The president needs House Republican votes to enact a law, and he needs Speaker Boehner to bring a bill to the floor. The president is obliged to convince members of Congress that his proposal deserves their vote. Beyond a certain point, Republicans must be willing to risk undeserved blame rather than vote for damaging policy. Democrats will then be forced to choose whether to moderate their position, risk legislative failure, or take sole responsibility for massive tax increases without entitlement reform. Their unified partisan front will rapidly crumble.

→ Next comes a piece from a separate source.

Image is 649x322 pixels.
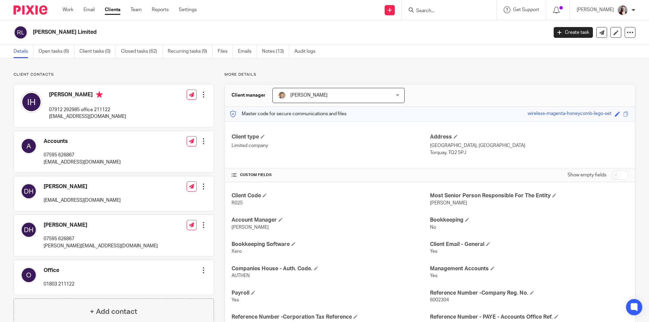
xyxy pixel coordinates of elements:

• Republicans can leave the debt limit out of this bill. It's a shame that small debt-limit increases must be used as a tool to force future fiscal negotiations. But until the Senate returns to passing annual budgets, frequent debt-limit votes are the only method available to force a recalcitrant Democratic Party to address entitlement spending problems.
• Finally, Republicans underestimate their ability to win the fiscal-policy argument in the public arena. If everyone's taxes go up, voters will instinctively blame the party of higher taxes. Mr. Obama has spent two years hammering the country about the fairness of redistribution—but Republicans have inoculated themselves against additional demagoguery by conceding and proposing that the rich pay more.
The president's broader fiscal argument is even weaker. He demands new stimulus spending, abandons deficit reduction and serious entitlement reforms, double-counts previously enacted savings, and labels tax increases as a balanced approach. Republicans can win this debate and gain further negotiating leverage if they are willing to try.
Mr. Hennessey is a lecturer at Stanford's schools of Business and Law. He served as director of the National Economic Council for President George W. Bush.